How to Manage One of India’s Most Important Risks

India’s equity market performance has been remarkable over the past year—20.7%1. Emerging markets were basically flat over this period, and U.S. equities were up about 12.7%2.

In short, India was one of the best performing equity markets in the world.

With Remarkable Performance May Come Valuation Risk

A greater than 20% return in an environment where broader emerging market equities were flat leads to a critical question: Are India’s equities becoming expensive? One way to look at this is through the change in price-to-earnings (P/E) ratio over this period3 :

Rising Multiple: The MSCI India Index saw its P/E ratio go from 17.5x to 20.1x over this period, an increase of approximately 15%.

Lower P/E Tilts: The WisdomTree India Earnings Fund (EPI) saw its P/E ratio go from 11.9x to 14.6x over this same period, an increase of approximately 22%.

A Rally Driven by Multiple Expansion

Over this period, the biggest factors contributing to the performance of India’s equities were related to expectations of a more positive future—with the transition to Prime Minister Narendra Modi’s Bharatiya Janata Party (BJP) government front and center. It is not surprising that multiple expansion rather than earnings growth drove the story—earnings growth has yet to respond to this initial excitement as strongly as the initial price appreciation.

But how is it that EPI’s P/E ratio started about 30% lower than that of the MSCI India Index and—even with greater multiple expansion on a percentage basis—remained about 30% lower at the end of the period?

This is really the crucial question because we know that the nature of the rally in India’s equities has led to the chance of an increased risk of India’s equities becoming expensive.

The Answer

There are two core components within the methodology of the WisdomTree India Earnings Index (which EPI tracks after costs, fees and expenses) that we believe drive the results that we have seen:

1) Annually Rebalancing Back to a Measure of Relative Value: Instead of continuing to own stocks in greater proportions due to increasing market capitalization—which can certainly relate to rising share prices—the road to greater weight within the WisdomTree India Earnings Index is paved through increasing profits. Firms that increase in share price but do not increase their earnings would typically see reductions in weight at the annual rebalance.

2) Weighting Profitable Companies by Their Profits: As of March 31, 2015, the WisdomTree India Earnings Index had 282 constituents. At the annual rebalance, each of these firms had to prove its capability to generate positive profits over the fiscal year leading up to August 31, 2014—the index screening date. Positive profits must be maintained in order to remain within the Index at the next rebalance, and the biggest profit generators receive the biggest weights.

Below, we examine how these two components of the methodology influence the distribution of constituents by P/E ratio for both the WisdomTree India Earnings Index, and EPI. The market capitalization-weighted benchmark for both EPI and the WisdomTree India Earnings Index is the MSCI India Index, which we also include for reference.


◆ TASK BRIEF ◆
Please find every line in the entries below that contains the string "each", and copy it.

==========

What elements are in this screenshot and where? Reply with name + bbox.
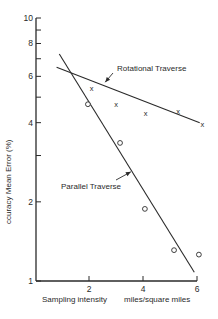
circle-marker [172, 248, 177, 253]
accuracy-chart: 1246810246 xxxxx Rotational Traverse Par… [0, 0, 218, 319]
y-tick-label: 6 [28, 71, 33, 81]
x-tick-label: 6 [195, 284, 200, 294]
x-axis-units: miles/square miles [124, 295, 190, 304]
y-tick-label: 8 [28, 38, 33, 48]
y-axis-label: ccuracy Mean Error (%) [4, 139, 13, 224]
rotational-traverse-label: Rotational Traverse [117, 64, 187, 73]
circle-marker [142, 206, 147, 211]
parallel-traverse-fit-line [59, 54, 194, 272]
y-tick-label: 4 [28, 118, 33, 128]
x-axis-label: Sampling intensity [42, 295, 107, 304]
x-marker: x [201, 120, 205, 129]
x-marker: x [176, 107, 180, 116]
y-tick-label: 2 [28, 197, 33, 207]
annotations: Rotational Traverse Parallel Traverse Sa… [4, 64, 190, 304]
x-marker: x [114, 100, 118, 109]
y-tick-label: 1 [28, 276, 33, 286]
parallel-traverse-label: Parallel Traverse [61, 182, 122, 191]
x-tick-label: 4 [141, 284, 146, 294]
circle-marker [196, 252, 201, 257]
y-tick-label: 10 [24, 13, 34, 23]
fit-lines [57, 54, 200, 272]
circle-marker [86, 102, 91, 107]
circle-marker [118, 141, 123, 146]
x-marker: x [90, 84, 94, 93]
x-tick-label: 2 [87, 284, 92, 294]
data-points: xxxxx [86, 84, 205, 257]
x-marker: x [144, 109, 148, 118]
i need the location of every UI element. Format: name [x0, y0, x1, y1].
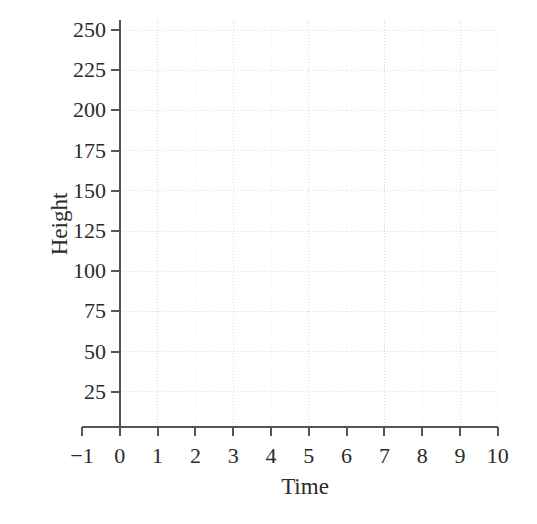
x-axis-tick-marks: [82, 427, 498, 436]
vertical-major-gridlines: [158, 20, 460, 427]
y-tick-label: 175: [73, 140, 106, 162]
axis-lines: [82, 20, 498, 427]
x-tick-label: 6: [341, 445, 352, 467]
x-tick-label: 4: [266, 445, 277, 467]
horizontal-gridlines: [120, 30, 498, 392]
y-tick-label: 200: [73, 99, 106, 121]
x-axis-title: Time: [281, 475, 329, 498]
y-tick-label: 150: [73, 180, 106, 202]
x-tick-label: −1: [70, 445, 93, 467]
x-tick-label: 5: [303, 445, 314, 467]
x-tick-label: 1: [152, 445, 163, 467]
y-tick-label: 250: [73, 19, 106, 41]
y-tick-label: 25: [84, 381, 106, 403]
x-tick-label: 10: [487, 445, 509, 467]
x-tick-label: 8: [417, 445, 428, 467]
y-axis-title: Height: [48, 192, 71, 255]
chart-container: 250225200175150125100755025 −10123456789…: [0, 0, 537, 524]
y-tick-label: 75: [84, 300, 106, 322]
y-tick-label: 50: [84, 341, 106, 363]
x-tick-label: 7: [379, 445, 390, 467]
y-tick-label: 125: [73, 220, 106, 242]
y-tick-label: 225: [73, 59, 106, 81]
x-tick-label: 0: [114, 445, 125, 467]
x-tick-label: 9: [455, 445, 466, 467]
y-axis-tick-marks: [111, 30, 120, 392]
x-tick-label: 3: [228, 445, 239, 467]
y-tick-label: 100: [73, 260, 106, 282]
x-tick-label: 2: [190, 445, 201, 467]
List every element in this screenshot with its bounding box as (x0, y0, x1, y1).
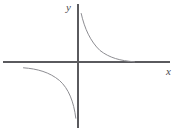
plot-canvas (0, 0, 176, 134)
hyperbola-figure: y x (0, 0, 176, 134)
x-axis-label: x (166, 66, 171, 77)
y-axis-label: y (66, 2, 71, 13)
figure-background (0, 0, 176, 134)
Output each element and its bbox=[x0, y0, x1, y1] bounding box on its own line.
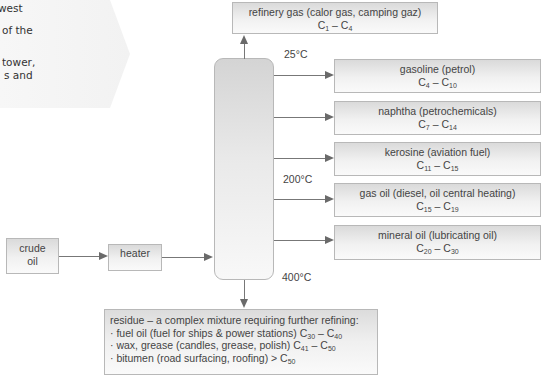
side-note-line: tower, bbox=[2, 56, 35, 68]
fraction-gas-oil: gas oil (diesel, oil central heating) C1… bbox=[334, 183, 541, 217]
fraction-name: naphtha (petrochemicals) bbox=[335, 105, 540, 118]
residue-item: · wax, grease (candles, grease, polish) … bbox=[110, 339, 377, 352]
connector-line bbox=[274, 75, 326, 76]
fractionating-column bbox=[214, 58, 274, 280]
fraction-name: refinery gas (calor gas, camping gaz) bbox=[233, 6, 437, 19]
connector-line bbox=[274, 199, 326, 200]
carbon-range: C1 – C4 bbox=[233, 19, 437, 32]
arrow-right-icon bbox=[99, 252, 108, 260]
fraction-refinery-gas: refinery gas (calor gas, camping gaz) C1… bbox=[232, 2, 438, 34]
side-note-panel: west of the tower, s and bbox=[0, 0, 130, 108]
fraction-name: gasoline (petrol) bbox=[335, 63, 540, 76]
connector-line bbox=[244, 42, 245, 59]
heater-label: heater bbox=[109, 247, 161, 260]
temperature-top: 25°C bbox=[284, 48, 307, 60]
crude-oil-label: crude bbox=[7, 242, 58, 255]
side-note-line: of the bbox=[2, 24, 33, 36]
crude-oil-label: oil bbox=[7, 255, 58, 268]
fraction-kerosine: kerosine (aviation fuel) C11 – C15 bbox=[334, 142, 541, 176]
residue-box: residue – a complex mixture requiring fu… bbox=[104, 309, 378, 375]
connector-line bbox=[274, 240, 326, 241]
connector-line bbox=[244, 280, 245, 300]
residue-title: residue – a complex mixture requiring fu… bbox=[110, 314, 377, 327]
fraction-name: mineral oil (lubricating oil) bbox=[335, 229, 540, 242]
residue-item: · bitumen (road surfacing, roofing) > C5… bbox=[110, 352, 377, 365]
connector-line bbox=[162, 257, 204, 258]
carbon-range: C15 – C19 bbox=[335, 200, 540, 213]
crude-oil-box: crude oil bbox=[6, 238, 59, 274]
fraction-name: gas oil (diesel, oil central heating) bbox=[335, 187, 540, 200]
arrow-down-icon bbox=[240, 299, 248, 308]
side-note-line: s and bbox=[4, 69, 33, 81]
connector-line bbox=[59, 256, 100, 257]
arrow-right-icon bbox=[325, 195, 334, 203]
carbon-range: C11 – C15 bbox=[335, 159, 540, 172]
heater-box: heater bbox=[108, 244, 162, 271]
fraction-name: kerosine (aviation fuel) bbox=[335, 146, 540, 159]
carbon-range: C20 – C30 bbox=[335, 242, 540, 255]
connector-line bbox=[274, 117, 326, 118]
carbon-range: C4 – C10 bbox=[335, 76, 540, 89]
side-note-line: west bbox=[0, 2, 23, 14]
residue-item: · fuel oil (fuel for ships & power stati… bbox=[110, 327, 377, 340]
arrow-right-icon bbox=[325, 113, 334, 121]
carbon-range: C7 – C14 bbox=[335, 118, 540, 131]
arrow-right-icon bbox=[325, 71, 334, 79]
temperature-bottom: 400°C bbox=[282, 271, 311, 283]
arrow-up-icon bbox=[240, 35, 248, 44]
connector-line bbox=[274, 158, 326, 159]
arrow-right-icon bbox=[325, 236, 334, 244]
temperature-middle: 200°C bbox=[283, 173, 312, 185]
fraction-mineral-oil: mineral oil (lubricating oil) C20 – C30 bbox=[334, 225, 541, 260]
fraction-gasoline: gasoline (petrol) C4 – C10 bbox=[334, 59, 541, 93]
fraction-naphtha: naphtha (petrochemicals) C7 – C14 bbox=[334, 101, 541, 135]
arrow-right-icon bbox=[325, 154, 334, 162]
arrow-right-icon bbox=[204, 253, 213, 261]
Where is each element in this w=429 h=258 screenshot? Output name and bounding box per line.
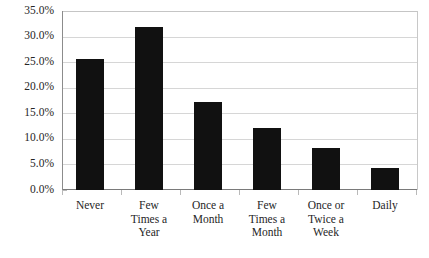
bar-never: [76, 59, 104, 190]
x-axis-label-few-times-a-month: Few Times a Month: [238, 199, 296, 240]
bar-few-times-a-year: [135, 27, 163, 190]
x-axis-label-once-or-twice-a-week: Once or Twice a Week: [297, 199, 355, 240]
x-axis-label-few-times-a-year: Few Times a Year: [120, 199, 178, 240]
x-tick-mark: [298, 190, 299, 195]
x-tick-mark: [239, 190, 240, 195]
x-axis-label-line: Year: [120, 226, 178, 240]
bar-once-or-twice-a-week: [312, 148, 340, 190]
x-tick-mark: [62, 190, 63, 195]
x-axis-label-daily: Daily: [356, 199, 414, 213]
x-axis-label-line: Twice a: [297, 213, 355, 227]
x-axis-label-line: Month: [179, 213, 237, 227]
bar-few-times-a-month: [253, 128, 281, 190]
y-axis-label: 10.0%: [0, 132, 54, 144]
x-axis-label-line: Times a: [238, 213, 296, 227]
x-axis-label-never: Never: [61, 199, 119, 213]
y-axis-label: 5.0%: [0, 158, 54, 170]
x-axis-label-line: Month: [238, 226, 296, 240]
y-axis-label: 20.0%: [0, 81, 54, 93]
bar-series: [63, 11, 417, 190]
y-axis-label: 0.0%: [0, 184, 54, 196]
x-axis-label-once-a-month: Once a Month: [179, 199, 237, 226]
x-tick-mark: [357, 190, 358, 195]
x-axis-label-line: Once a: [179, 199, 237, 213]
x-axis-label-line: Few: [238, 199, 296, 213]
x-axis-label-line: Never: [61, 199, 119, 213]
bar-once-a-month: [194, 102, 222, 190]
x-axis-label-line: Week: [297, 226, 355, 240]
x-tick-mark: [416, 190, 417, 195]
x-axis-label-line: Once or: [297, 199, 355, 213]
x-axis-label-line: Daily: [356, 199, 414, 213]
y-axis-label: 15.0%: [0, 107, 54, 119]
bar-chart: 35.0% 30.0% 25.0% 20.0% 15.0% 10.0% 5.0%…: [0, 0, 429, 258]
x-tick-mark: [180, 190, 181, 195]
x-axis-label-line: Times a: [120, 213, 178, 227]
x-axis: Never Few Times a Year Once a Month Few …: [62, 193, 418, 255]
y-axis-label: 35.0%: [0, 5, 54, 17]
bar-daily: [371, 168, 399, 190]
x-axis-label-line: Few: [120, 199, 178, 213]
y-axis-label: 25.0%: [0, 56, 54, 68]
plot-area: [62, 11, 418, 190]
y-axis: 35.0% 30.0% 25.0% 20.0% 15.0% 10.0% 5.0%…: [0, 0, 58, 258]
y-axis-label: 30.0%: [0, 30, 54, 42]
x-tick-mark: [121, 190, 122, 195]
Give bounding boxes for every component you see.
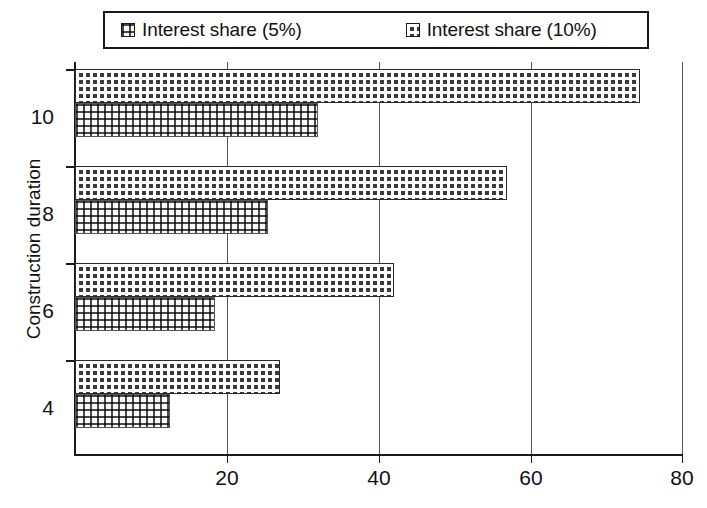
x-tick-20	[227, 454, 228, 463]
bar-interest-share-5-4	[75, 394, 170, 428]
bar-interest-share-10-10	[75, 69, 640, 103]
bar-interest-share-5-8	[75, 200, 268, 234]
x-tick-label-60: 60	[501, 466, 561, 490]
x-tick-60	[531, 454, 532, 463]
light-dotted-swatch-icon	[121, 23, 135, 37]
y-axis-title: Construction duration	[23, 119, 45, 379]
chart-legend: Interest share (5%) Interest share (10%)	[103, 11, 649, 49]
y-tick-label-4: 4	[42, 396, 54, 420]
plot-area: 10 8 6 4	[75, 62, 682, 454]
bar-interest-share-10-4	[75, 360, 280, 394]
gridline-40	[379, 62, 380, 454]
chart-root: Interest share (5%) Interest share (10%)…	[0, 0, 707, 508]
gridline-80	[682, 62, 683, 454]
bar-interest-share-5-10	[75, 103, 318, 137]
y-tick-label-8: 8	[42, 202, 54, 226]
legend-label: Interest share (5%)	[142, 19, 302, 41]
y-tick-label-10: 10	[31, 105, 54, 129]
bar-interest-share-10-6	[75, 263, 394, 297]
dark-dotted-swatch-icon	[406, 23, 420, 37]
x-tick-label-40: 40	[349, 466, 409, 490]
bar-interest-share-10-8	[75, 166, 507, 200]
x-tick-80	[682, 454, 683, 463]
legend-item-interest-share-10: Interest share (10%)	[406, 19, 597, 41]
x-tick-label-80: 80	[652, 466, 707, 490]
bar-interest-share-5-6	[75, 297, 215, 331]
y-tick-label-6: 6	[42, 299, 54, 323]
legend-label: Interest share (10%)	[427, 19, 597, 41]
x-tick-label-20: 20	[197, 466, 257, 490]
legend-item-interest-share-5: Interest share (5%)	[121, 19, 302, 41]
gridline-60	[531, 62, 532, 454]
x-tick-40	[379, 454, 380, 463]
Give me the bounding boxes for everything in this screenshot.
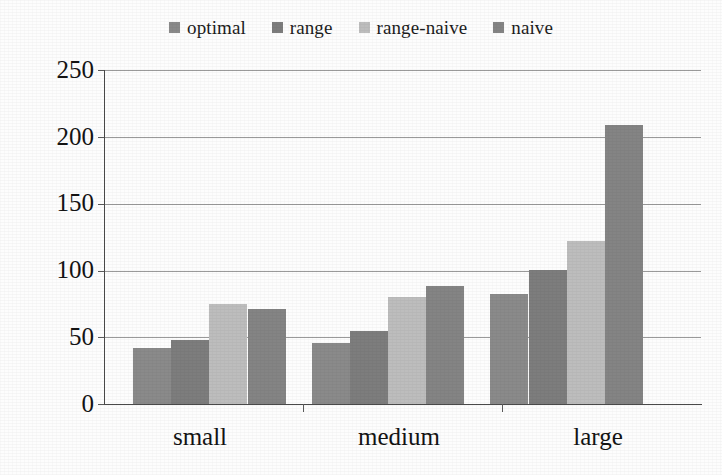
legend-item-range-naive: range-naive: [359, 18, 468, 37]
y-tick-label: 50: [24, 324, 94, 349]
x-axis-line: [104, 404, 702, 405]
bar-chart: optimal range range-naive naive 250 200 …: [0, 0, 722, 475]
legend-swatch-icon: [493, 22, 504, 33]
y-axis-labels: 250 200 150 100 50 0: [18, 0, 94, 475]
legend-label: range: [290, 18, 333, 37]
legend-swatch-icon: [359, 22, 370, 33]
x-category-label-small: small: [140, 423, 260, 451]
bar: [490, 294, 528, 404]
legend-label: range-naive: [377, 18, 468, 37]
legend-label: optimal: [187, 18, 246, 37]
x-category-label-large: large: [538, 423, 658, 451]
legend-swatch-icon: [169, 22, 180, 33]
bar: [248, 309, 286, 404]
bar: [171, 340, 209, 404]
legend-swatch-icon: [272, 22, 283, 33]
chart-legend: optimal range range-naive naive: [0, 18, 722, 37]
y-tick-label: 0: [24, 391, 94, 416]
legend-label: naive: [511, 18, 553, 37]
x-category-label-medium: medium: [339, 423, 459, 451]
bar: [133, 348, 171, 404]
bar: [388, 297, 426, 404]
x-axis-group-tick: [502, 404, 503, 412]
bar: [350, 331, 388, 404]
legend-item-optimal: optimal: [169, 18, 246, 37]
bar: [209, 304, 247, 404]
legend-item-naive: naive: [493, 18, 553, 37]
y-tick-label: 200: [24, 124, 94, 149]
x-axis-group-tick: [303, 404, 304, 412]
gridline: [105, 70, 701, 71]
y-tick-label: 150: [24, 190, 94, 215]
bar: [605, 125, 643, 404]
y-tick-label: 250: [24, 57, 94, 82]
y-tick-label: 100: [24, 257, 94, 282]
legend-item-range: range: [272, 18, 333, 37]
bar: [567, 241, 605, 404]
bar: [312, 343, 350, 404]
bar: [529, 270, 567, 404]
plot-area: [105, 70, 701, 404]
bar: [426, 286, 464, 404]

==========

◆ TASK RESPONSE ◆
Output each element and its bbox=[x0, y0, x1, y1] bounding box on its own line.
Where is each element in this w=429 h=258 screenshot? Output name and bounding box per line.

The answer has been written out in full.